Abstract

Traditional foot-substitution prosody is demonstrably unable to do justice to the rhythm of the less straightforward lines in Milton's Paradise Lost, and this essay argues for an approach based on the prosodic theories of Derek Attridge. Through comparison with excerpts from early narrative blank verse by Surrey, Gascoigne and Marlowe, and a broader comparison with the verse of Shakespeare's later plays, it is shown that the prosody of Paradise Lost is a deliberate fresh start, characterised by a paradoxical combination of austerity and liberty. For example, in Milton, unlike Shakespeare, the integrity of the individual line is heightened, while Milton's strict metrical norms are disrupted in a mere handful of lines, and other aberrations are few. In the later Shakespeare, one line in five is prosodically aberrant, in Paradise Lost one line in 265 (and in the course of the discussion, every single aberrant line in the poem is examined). Nevertheless, the appeal to freedom in Milton's note on the verse is justified, by the unusual flexibility of movement the poet finds within the prosodic norms, by the expressive aptness of this rhythmic variety, by his readiness to push the rhythms to, and occasionally beyond, the limits, and by the unprecedented freedom of his enjambment. The treatment of the fall in Paradise Lost grows out of great, traditional paradoxes where bondage and liberation interact: the felix culpa, the reconciliation of free will with divine foreknowledge, and finding freedom in service of the divine. In the very detail of its rhythms, the epic brings alive the central paradox of freedom through service.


→ PROMPT:
Each line below must be set down exactly as it stands.

Component data from apps and pages:

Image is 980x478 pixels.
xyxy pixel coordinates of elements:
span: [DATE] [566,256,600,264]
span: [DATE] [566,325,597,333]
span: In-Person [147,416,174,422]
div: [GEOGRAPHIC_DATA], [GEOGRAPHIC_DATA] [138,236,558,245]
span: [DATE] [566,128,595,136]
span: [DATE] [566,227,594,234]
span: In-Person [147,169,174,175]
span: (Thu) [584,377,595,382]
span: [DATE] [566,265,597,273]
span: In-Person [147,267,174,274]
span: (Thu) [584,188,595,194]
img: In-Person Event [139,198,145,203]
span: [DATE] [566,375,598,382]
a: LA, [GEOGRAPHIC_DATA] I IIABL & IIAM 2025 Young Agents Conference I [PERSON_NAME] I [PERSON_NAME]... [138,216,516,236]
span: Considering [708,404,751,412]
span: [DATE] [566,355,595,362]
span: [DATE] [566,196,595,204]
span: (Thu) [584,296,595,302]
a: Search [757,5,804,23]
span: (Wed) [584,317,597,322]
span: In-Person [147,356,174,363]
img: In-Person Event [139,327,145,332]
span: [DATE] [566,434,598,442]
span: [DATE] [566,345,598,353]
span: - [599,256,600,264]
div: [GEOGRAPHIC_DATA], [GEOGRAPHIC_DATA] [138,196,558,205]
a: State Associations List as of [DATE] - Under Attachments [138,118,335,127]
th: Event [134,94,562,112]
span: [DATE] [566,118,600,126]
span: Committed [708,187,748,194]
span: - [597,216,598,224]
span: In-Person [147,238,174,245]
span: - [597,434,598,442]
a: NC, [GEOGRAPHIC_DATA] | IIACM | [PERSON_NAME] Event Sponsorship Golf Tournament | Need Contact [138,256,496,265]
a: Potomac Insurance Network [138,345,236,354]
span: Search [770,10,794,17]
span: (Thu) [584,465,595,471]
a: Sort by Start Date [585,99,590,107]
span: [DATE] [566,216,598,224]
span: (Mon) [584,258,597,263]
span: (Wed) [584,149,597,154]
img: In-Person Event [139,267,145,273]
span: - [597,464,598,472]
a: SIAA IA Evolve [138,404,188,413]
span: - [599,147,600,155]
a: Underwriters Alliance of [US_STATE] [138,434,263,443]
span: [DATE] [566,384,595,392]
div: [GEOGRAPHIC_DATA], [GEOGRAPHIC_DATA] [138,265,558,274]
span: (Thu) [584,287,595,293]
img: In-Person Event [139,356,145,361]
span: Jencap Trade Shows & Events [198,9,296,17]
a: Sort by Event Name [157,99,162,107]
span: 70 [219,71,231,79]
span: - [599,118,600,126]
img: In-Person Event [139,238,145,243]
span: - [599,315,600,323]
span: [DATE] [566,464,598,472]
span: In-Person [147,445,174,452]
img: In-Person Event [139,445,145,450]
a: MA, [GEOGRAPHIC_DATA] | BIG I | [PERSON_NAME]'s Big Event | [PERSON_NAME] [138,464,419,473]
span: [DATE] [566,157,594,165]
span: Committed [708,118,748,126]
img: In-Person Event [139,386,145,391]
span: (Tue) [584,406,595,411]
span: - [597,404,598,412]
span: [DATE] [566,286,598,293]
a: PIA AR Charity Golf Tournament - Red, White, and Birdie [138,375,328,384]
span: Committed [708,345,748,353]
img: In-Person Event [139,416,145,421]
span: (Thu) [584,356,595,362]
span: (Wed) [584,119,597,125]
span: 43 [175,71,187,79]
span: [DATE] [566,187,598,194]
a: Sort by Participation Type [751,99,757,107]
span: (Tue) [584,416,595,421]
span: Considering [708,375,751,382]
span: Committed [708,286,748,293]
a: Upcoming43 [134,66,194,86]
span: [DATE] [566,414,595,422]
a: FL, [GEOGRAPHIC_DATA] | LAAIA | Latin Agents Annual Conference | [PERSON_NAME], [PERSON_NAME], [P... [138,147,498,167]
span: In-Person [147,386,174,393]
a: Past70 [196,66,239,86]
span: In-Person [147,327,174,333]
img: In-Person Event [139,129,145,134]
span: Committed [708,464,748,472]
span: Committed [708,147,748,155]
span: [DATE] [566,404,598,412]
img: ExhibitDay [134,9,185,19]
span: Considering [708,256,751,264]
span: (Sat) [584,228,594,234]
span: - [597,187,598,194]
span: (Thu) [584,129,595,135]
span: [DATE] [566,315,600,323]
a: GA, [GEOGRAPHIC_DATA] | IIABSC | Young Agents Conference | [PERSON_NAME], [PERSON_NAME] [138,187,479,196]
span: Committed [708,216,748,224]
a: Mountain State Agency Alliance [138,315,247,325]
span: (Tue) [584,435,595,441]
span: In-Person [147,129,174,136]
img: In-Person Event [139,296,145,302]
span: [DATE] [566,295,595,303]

→ WRITTEN RESPONSE:
Image is 980x478 pixels.
xyxy pixel coordinates of elements:
span: [DATE] [566,256,600,264]
span: [DATE] [566,325,597,333]
span: In-Person [147,416,174,422]
div: [GEOGRAPHIC_DATA], [GEOGRAPHIC_DATA] [138,236,558,245]
span: [DATE] [566,128,595,136]
span: [DATE] [566,227,594,234]
span: In-Person [147,169,174,175]
span: (Thu) [584,377,595,382]
span: [DATE] [566,265,597,273]
span: In-Person [147,267,174,274]
span: (Thu) [584,188,595,194]
img: In-Person Event [139,198,145,203]
span: [DATE] [566,375,598,382]
a: LA, [GEOGRAPHIC_DATA] I IIABL & IIAM 2025 Young Agents Conference I [PERSON_NAME] I [PERSON_NAME]... [138,216,516,236]
span: Considering [708,404,751,412]
span: [DATE] [566,355,595,362]
span: [DATE] [566,196,595,204]
span: (Thu) [584,296,595,302]
a: Search [757,5,804,23]
span: (Wed) [584,317,597,322]
span: In-Person [147,356,174,363]
img: In-Person Event [139,327,145,332]
span: [DATE] [566,434,598,442]
span: [DATE] [566,345,598,353]
span: - [599,256,600,264]
div: [GEOGRAPHIC_DATA], [GEOGRAPHIC_DATA] [138,196,558,205]
a: State Associations List as of [DATE] - Under Attachments [138,118,335,127]
th: Event [134,94,562,112]
span: [DATE] [566,118,600,126]
span: Committed [708,187,748,194]
span: - [597,216,598,224]
span: In-Person [147,238,174,245]
span: - [597,434,598,442]
a: NC, [GEOGRAPHIC_DATA] | IIACM | [PERSON_NAME] Event Sponsorship Golf Tournament | Need Contact [138,256,496,265]
a: Potomac Insurance Network [138,345,236,354]
span: Search [770,10,794,17]
span: (Thu) [584,465,595,471]
a: Sort by Start Date [585,99,590,107]
span: [DATE] [566,216,598,224]
span: (Mon) [584,258,597,263]
span: (Wed) [584,149,597,154]
img: In-Person Event [139,267,145,273]
span: - [597,464,598,472]
a: SIAA IA Evolve [138,404,188,413]
span: - [599,147,600,155]
a: Underwriters Alliance of [US_STATE] [138,434,263,443]
span: [DATE] [566,384,595,392]
div: [GEOGRAPHIC_DATA], [GEOGRAPHIC_DATA] [138,265,558,274]
span: (Thu) [584,287,595,293]
img: In-Person Event [139,356,145,361]
span: Jencap Trade Shows & Events [198,9,296,17]
a: Sort by Event Name [157,99,162,107]
span: 70 [219,71,231,79]
span: - [599,118,600,126]
img: In-Person Event [139,238,145,243]
span: - [599,315,600,323]
span: [DATE] [566,464,598,472]
span: In-Person [147,445,174,452]
img: In-Person Event [139,445,145,450]
a: MA, [GEOGRAPHIC_DATA] | BIG I | [PERSON_NAME]'s Big Event | [PERSON_NAME] [138,464,419,473]
span: [DATE] [566,157,594,165]
span: Committed [708,118,748,126]
img: In-Person Event [139,386,145,391]
span: (Tue) [584,406,595,411]
span: - [597,404,598,412]
span: [DATE] [566,286,598,293]
a: PIA AR Charity Golf Tournament - Red, White, and Birdie [138,375,328,384]
span: Committed [708,345,748,353]
img: In-Person Event [139,416,145,421]
span: (Thu) [584,356,595,362]
span: (Wed) [584,119,597,125]
span: 43 [175,71,187,79]
span: [DATE] [566,187,598,194]
a: Sort by Participation Type [751,99,757,107]
span: (Tue) [584,416,595,421]
span: Considering [708,375,751,382]
span: Committed [708,286,748,293]
a: Upcoming43 [134,66,194,86]
span: [DATE] [566,414,595,422]
a: FL, [GEOGRAPHIC_DATA] | LAAIA | Latin Agents Annual Conference | [PERSON_NAME], [PERSON_NAME], [P... [138,147,498,167]
span: In-Person [147,386,174,393]
a: Past70 [196,66,239,86]
span: In-Person [147,327,174,333]
img: In-Person Event [139,129,145,134]
span: Committed [708,464,748,472]
span: Committed [708,147,748,155]
span: [DATE] [566,404,598,412]
img: ExhibitDay [134,9,185,19]
span: Considering [708,256,751,264]
span: (Sat) [584,228,594,234]
span: - [597,187,598,194]
span: (Thu) [584,129,595,135]
span: [DATE] [566,315,600,323]
a: GA, [GEOGRAPHIC_DATA] | IIABSC | Young Agents Conference | [PERSON_NAME], [PERSON_NAME] [138,187,479,196]
span: Committed [708,216,748,224]
a: Mountain State Agency Alliance [138,315,247,325]
span: (Tue) [584,435,595,441]
span: In-Person [147,129,174,136]
img: In-Person Event [139,296,145,302]
span: [DATE] [566,295,595,303]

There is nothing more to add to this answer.